Serving Whitman County since 1877
Flaggers unload signs to block off Uniontown’s main drag.
The state Department of Transportation project to repave eight miles of Highway 195 from Colton south to the Idaho state line is now in full swing.
Crews Monday began the first phase, 10 days work through Uniontown. Crews should be wrapping up in the town by May 26.
The second phase of the construction will focus on resurfacing the highway between Colton to Uniontown and from Uniontown to the Idaho/Washington border.
The DOT expects the total project will take two months to complete.
Traffic through Uniontown is down to one lane, with flaggers directing highway traffic 24 hours a day.
An estimated 5,000 vehicles a day use the highway through Uniontown, said Uniontown City Clerk Cheryl Waller.
Many of the 340 residents of Uniontown are having trouble making their way home with all but a few cross streets blocked, according to Waller.
“So far, I’ve had people call here asking, ‘How to get here, how do you get around that?’ said Waller. “You don’t really.”
Five Uniontown stores – the Sage Bakery and four antique shops- have shut down because customers have nowhere to park.
Traffic delays of up to 15 minutes are expected on either side of Uniontown.
Crews are digging down at least two feet to the foundation at Uniontown, because the highway foundation was poorly built and old, said Jeremy Walkup, project manager for Poe Asphalt.
“Old roads aren’t designed to hold what we load on them,” Walkup said.
DOT spokesman Al Gilson of Spokane said the main goal is to stabilize the base of the highway, eliminate the patchwork of pothole fills and prevent more.
Work on the rest of the highway will be a resurfacing, which involves ripping off the top layer of asphalt and replacing it.
Poe Asphalt out of Pullman won the bid for the $2 million total project. The DOT is paying for the project from leftover federal stimulus dollars granted to the DOT.
Gilson said the project is standard maintenance made possible because of the boost of stimulus dollars.
Waller said residents driving to and from town still have to wait in the backed up lines of traffic like everyone else.
With most cross streets in Uniontown blocked off, Waller said residents living on the west side of town are now using a long, hilly gravel road, High Street, to get in and out of their neighborhood.
The obscure, hilly route can appear scary at night to those not familiar with the route.
She added the gravel road wasn’t built for heavy traffic and houses along that road are now seeing more dust as the west side of Uniontown drives past.
Despite parking problems, Uniontown Mini-Mart has stayed open for business, largely to serve constructions workers for the highway project and the nearby construction on the city’s lagoons.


### Task statement
All lines below containing the string "icon" are to be copied.

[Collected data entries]
--- START ---

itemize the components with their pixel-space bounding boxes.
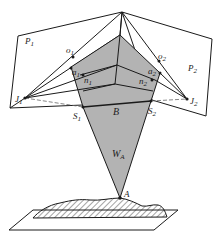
label-p2: P2 bbox=[187, 63, 198, 75]
baseline-dashed-right bbox=[151, 99, 187, 101]
label-a: A bbox=[123, 189, 130, 199]
label-s1: S1 bbox=[73, 111, 81, 123]
ray-j2-a2 bbox=[160, 73, 187, 99]
point-s1 bbox=[82, 106, 85, 109]
baseline-dashed-left bbox=[25, 98, 83, 107]
point-a2 bbox=[159, 72, 162, 75]
label-s2: S2 bbox=[148, 106, 157, 118]
point-s2 bbox=[150, 100, 153, 103]
label-p1: P1 bbox=[24, 36, 34, 48]
terrain-hill bbox=[33, 198, 167, 218]
label-o1: o1 bbox=[66, 45, 74, 57]
point-j1 bbox=[23, 96, 26, 99]
central-ray bbox=[120, 12, 122, 35]
label-b: B bbox=[113, 106, 119, 117]
diagram-canvas: P1 P2 o1 o2 a1 a2 n1 n2 J1 J2 S1 S2 B WA… bbox=[0, 0, 222, 238]
point-j2 bbox=[185, 97, 188, 100]
point-n2 bbox=[151, 79, 154, 82]
label-j2: J2 bbox=[190, 96, 198, 108]
ray-j2-n2 bbox=[155, 80, 187, 99]
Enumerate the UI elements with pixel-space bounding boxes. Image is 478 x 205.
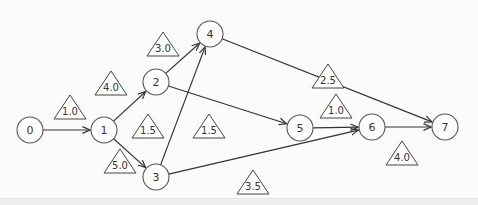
- edge-5-6: [313, 127, 358, 128]
- weight-label: 4.0: [394, 152, 410, 163]
- node-label: 4: [207, 28, 214, 41]
- weight-triangle: 1.5: [193, 114, 225, 138]
- weight-triangle: 1.0: [320, 94, 352, 118]
- weight-triangle: 3.0: [147, 32, 179, 56]
- network-graph: 1.04.03.01.51.55.02.51.04.03.5 01234567: [0, 0, 478, 205]
- node-6: 6: [359, 114, 385, 140]
- node-4: 4: [197, 21, 223, 47]
- edge-3-4: [161, 47, 205, 165]
- weight-label: 1.0: [62, 106, 78, 117]
- weight-triangle: 1.0: [54, 95, 86, 119]
- weight-triangle: 4.0: [386, 141, 418, 165]
- weight-label: 1.0: [328, 105, 344, 116]
- weight-triangle: 1.5: [132, 114, 164, 138]
- node-label: 6: [369, 121, 376, 134]
- node-1: 1: [91, 117, 117, 143]
- weights-layer: 1.04.03.01.51.55.02.51.04.03.5: [54, 32, 418, 194]
- node-label: 5: [297, 122, 304, 135]
- node-0: 0: [17, 117, 43, 143]
- weight-label: 1.5: [201, 125, 217, 136]
- node-5: 5: [287, 115, 313, 141]
- node-7: 7: [432, 114, 458, 140]
- node-label: 2: [153, 76, 160, 89]
- bottom-border: [0, 198, 478, 205]
- weight-label: 1.5: [140, 125, 156, 136]
- weight-label: 4.0: [103, 82, 119, 93]
- weight-triangle: 4.0: [95, 71, 127, 95]
- edge-1-2: [114, 91, 146, 121]
- weight-label: 5.0: [112, 160, 128, 171]
- weight-label: 3.0: [155, 43, 171, 54]
- weight-label: 2.5: [320, 75, 336, 86]
- node-label: 7: [442, 121, 449, 134]
- weight-triangle: 5.0: [104, 149, 136, 173]
- node-2: 2: [143, 69, 169, 95]
- diagram-canvas: 1.04.03.01.51.55.02.51.04.03.5 01234567: [0, 0, 478, 205]
- edge-2-5: [168, 86, 286, 124]
- weight-label: 3.5: [245, 181, 261, 192]
- node-label: 1: [101, 124, 108, 137]
- edges-layer: [43, 39, 432, 174]
- weight-triangle: 3.5: [237, 170, 269, 194]
- node-label: 3: [153, 171, 160, 184]
- node-3: 3: [143, 164, 169, 190]
- node-label: 0: [27, 124, 34, 137]
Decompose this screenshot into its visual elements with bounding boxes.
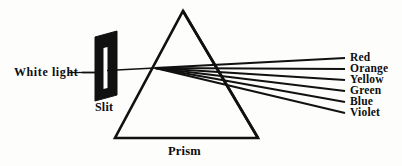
slit-aperture xyxy=(104,47,108,89)
spectrum-label-violet: Violet xyxy=(350,107,380,119)
diagram-canvas xyxy=(0,0,402,166)
ray-red xyxy=(155,58,345,68)
slit-label: Slit xyxy=(95,101,113,113)
prism-label: Prism xyxy=(168,145,201,158)
dispersed-ray-group xyxy=(155,58,345,113)
ray-green xyxy=(155,68,345,91)
white-light-label: White light xyxy=(14,66,78,78)
prism-dispersion-diagram: White light Slit Prism Red Orange Yellow… xyxy=(0,0,402,166)
slit-plate xyxy=(95,31,117,101)
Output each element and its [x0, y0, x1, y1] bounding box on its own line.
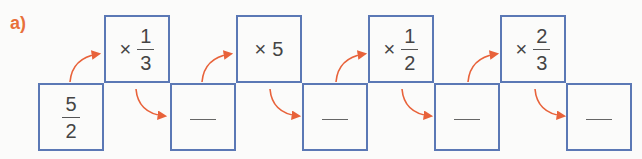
arrow-up-icon: [468, 54, 496, 82]
arrow-down-icon: [136, 89, 164, 116]
arrow-up-icon: [70, 54, 98, 82]
arrow-up-icon: [336, 54, 364, 82]
flow-arrows: [0, 0, 642, 159]
arrow-down-icon: [535, 89, 563, 116]
arrow-down-icon: [270, 89, 298, 116]
arrow-down-icon: [402, 89, 430, 116]
arrow-up-icon: [202, 54, 230, 82]
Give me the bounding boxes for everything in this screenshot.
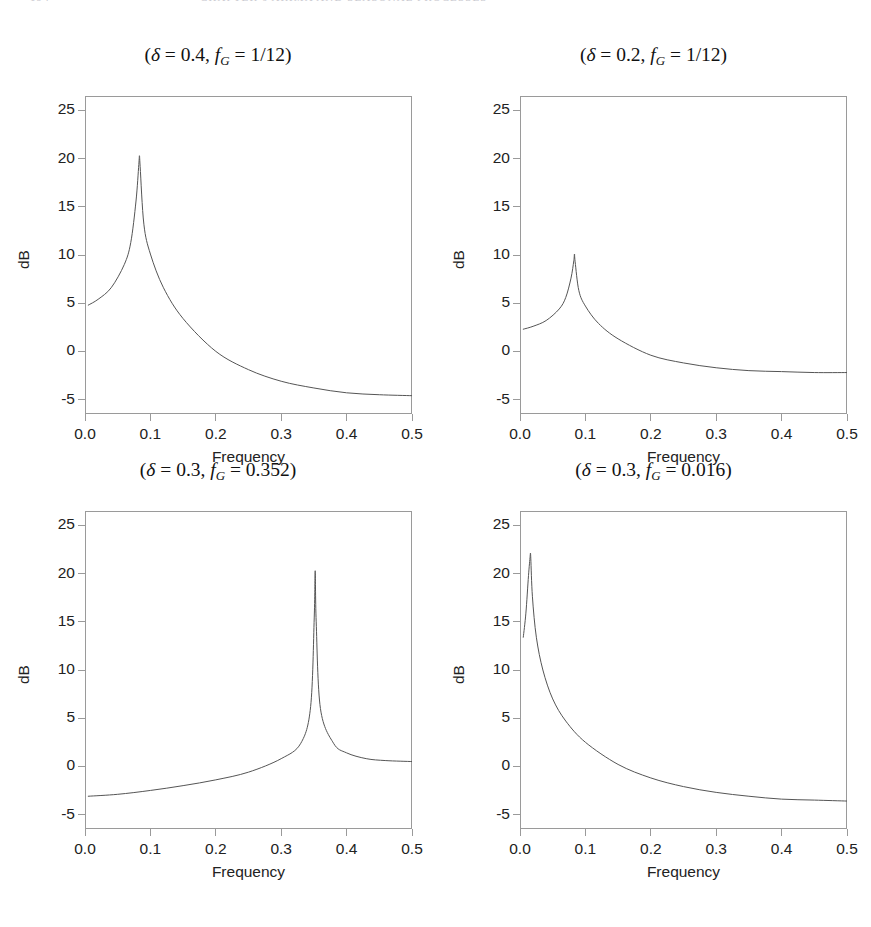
y-tick-4-0 bbox=[513, 525, 520, 526]
x-tick-label-1-4: 0.4 bbox=[317, 425, 377, 443]
x-tick-label-4-5: 0.5 bbox=[817, 840, 871, 858]
x-tick-label-2-4: 0.4 bbox=[752, 425, 812, 443]
y-tick-label-2-0: 25 bbox=[458, 100, 510, 118]
y-tick-label-2-4: 5 bbox=[458, 293, 510, 311]
y-tick-2-5 bbox=[513, 351, 520, 352]
y-tick-2-1 bbox=[513, 158, 520, 159]
y-tick-1-6 bbox=[78, 399, 85, 400]
y-tick-3-6 bbox=[78, 814, 85, 815]
y-tick-label-4-5: 0 bbox=[458, 756, 510, 774]
x-tick-label-3-2: 0.2 bbox=[186, 840, 246, 858]
x-tick-1-0 bbox=[85, 414, 86, 421]
x-tick-label-3-1: 0.1 bbox=[120, 840, 180, 858]
y-tick-3-1 bbox=[78, 573, 85, 574]
x-tick-label-1-5: 0.5 bbox=[382, 425, 442, 443]
y-tick-4-4 bbox=[513, 718, 520, 719]
y-tick-label-1-0: 25 bbox=[23, 100, 75, 118]
y-tick-1-1 bbox=[78, 158, 85, 159]
x-axis-label-1: Frequency bbox=[85, 448, 412, 466]
x-tick-3-0 bbox=[85, 829, 86, 836]
y-tick-label-3-2: 15 bbox=[23, 612, 75, 630]
figure-panel-grid: (δ = 0.4, fG = 1/12) (δ = 0.2, fG = 1/12… bbox=[0, 0, 871, 927]
y-tick-4-1 bbox=[513, 573, 520, 574]
y-tick-1-0 bbox=[78, 110, 85, 111]
x-tick-2-4 bbox=[781, 414, 782, 421]
y-axis-label-4: dB bbox=[450, 665, 468, 684]
y-tick-3-4 bbox=[78, 718, 85, 719]
y-tick-label-2-1: 20 bbox=[458, 149, 510, 167]
x-tick-label-1-3: 0.3 bbox=[251, 425, 311, 443]
y-tick-label-3-1: 20 bbox=[23, 564, 75, 582]
x-tick-label-2-2: 0.2 bbox=[621, 425, 681, 443]
x-tick-label-4-4: 0.4 bbox=[752, 840, 812, 858]
y-tick-label-4-6: -5 bbox=[458, 805, 510, 823]
x-tick-4-3 bbox=[716, 829, 717, 836]
x-tick-4-2 bbox=[650, 829, 651, 836]
x-tick-3-3 bbox=[281, 829, 282, 836]
x-tick-1-5 bbox=[412, 414, 413, 421]
x-tick-label-3-0: 0.0 bbox=[55, 840, 115, 858]
x-tick-1-4 bbox=[346, 414, 347, 421]
x-tick-3-5 bbox=[412, 829, 413, 836]
x-tick-2-2 bbox=[650, 414, 651, 421]
y-tick-4-2 bbox=[513, 621, 520, 622]
x-tick-label-3-5: 0.5 bbox=[382, 840, 442, 858]
x-tick-1-1 bbox=[150, 414, 151, 421]
y-tick-3-3 bbox=[78, 670, 85, 671]
y-tick-2-6 bbox=[513, 399, 520, 400]
y-tick-label-1-2: 15 bbox=[23, 197, 75, 215]
y-tick-label-4-1: 20 bbox=[458, 564, 510, 582]
x-tick-label-1-2: 0.2 bbox=[186, 425, 246, 443]
y-tick-4-5 bbox=[513, 766, 520, 767]
x-tick-label-4-0: 0.0 bbox=[490, 840, 550, 858]
x-tick-2-0 bbox=[520, 414, 521, 421]
panel-2-title: (δ = 0.2, fG = 1/12) bbox=[436, 44, 871, 69]
y-tick-1-4 bbox=[78, 303, 85, 304]
panel-1-fg: 1/12 bbox=[250, 44, 285, 65]
y-tick-3-2 bbox=[78, 621, 85, 622]
y-axis-label-3: dB bbox=[15, 665, 33, 684]
plot-frame-3 bbox=[85, 511, 412, 829]
x-tick-3-4 bbox=[346, 829, 347, 836]
x-tick-1-3 bbox=[281, 414, 282, 421]
y-tick-3-0 bbox=[78, 525, 85, 526]
x-tick-4-4 bbox=[781, 829, 782, 836]
y-tick-2-4 bbox=[513, 303, 520, 304]
x-tick-label-4-1: 0.1 bbox=[555, 840, 615, 858]
y-axis-label-1: dB bbox=[15, 250, 33, 269]
x-tick-label-1-1: 0.1 bbox=[120, 425, 180, 443]
x-tick-label-4-3: 0.3 bbox=[686, 840, 746, 858]
x-tick-4-5 bbox=[847, 829, 848, 836]
plot-frame-1 bbox=[85, 96, 412, 414]
y-tick-1-2 bbox=[78, 206, 85, 207]
x-axis-label-4: Frequency bbox=[520, 863, 847, 881]
y-tick-label-2-2: 15 bbox=[458, 197, 510, 215]
y-tick-label-1-6: -5 bbox=[23, 390, 75, 408]
x-tick-2-5 bbox=[847, 414, 848, 421]
y-tick-1-3 bbox=[78, 255, 85, 256]
y-tick-label-1-4: 5 bbox=[23, 293, 75, 311]
y-tick-2-2 bbox=[513, 206, 520, 207]
x-tick-label-4-2: 0.2 bbox=[621, 840, 681, 858]
x-tick-label-2-3: 0.3 bbox=[686, 425, 746, 443]
y-tick-label-4-2: 15 bbox=[458, 612, 510, 630]
x-tick-label-3-3: 0.3 bbox=[251, 840, 311, 858]
plot-frame-2 bbox=[520, 96, 847, 414]
x-tick-2-1 bbox=[585, 414, 586, 421]
y-tick-2-0 bbox=[513, 110, 520, 111]
panel-2-delta: 0.2 bbox=[616, 44, 640, 65]
panel-1-delta: 0.4 bbox=[181, 44, 205, 65]
y-tick-3-5 bbox=[78, 766, 85, 767]
y-tick-label-1-1: 20 bbox=[23, 149, 75, 167]
panel-1-title: (δ = 0.4, fG = 1/12) bbox=[0, 44, 436, 69]
y-tick-4-6 bbox=[513, 814, 520, 815]
y-tick-label-3-4: 5 bbox=[23, 708, 75, 726]
x-tick-label-2-5: 0.5 bbox=[817, 425, 871, 443]
x-tick-label-1-0: 0.0 bbox=[55, 425, 115, 443]
x-tick-4-1 bbox=[585, 829, 586, 836]
x-tick-label-3-4: 0.4 bbox=[317, 840, 377, 858]
x-tick-1-2 bbox=[215, 414, 216, 421]
x-tick-label-2-1: 0.1 bbox=[555, 425, 615, 443]
y-tick-label-2-5: 0 bbox=[458, 341, 510, 359]
plot-frame-4 bbox=[520, 511, 847, 829]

--- END ---

### Written solution
arrow-up-icon: [468, 54, 496, 82]
arrow-down-icon: [136, 89, 164, 116]
arrow-up-icon: [70, 54, 98, 82]
arrow-up-icon: [336, 54, 364, 82]
arrow-down-icon: [535, 89, 563, 116]
arrow-down-icon: [270, 89, 298, 116]
arrow-down-icon: [402, 89, 430, 116]
arrow-up-icon: [202, 54, 230, 82]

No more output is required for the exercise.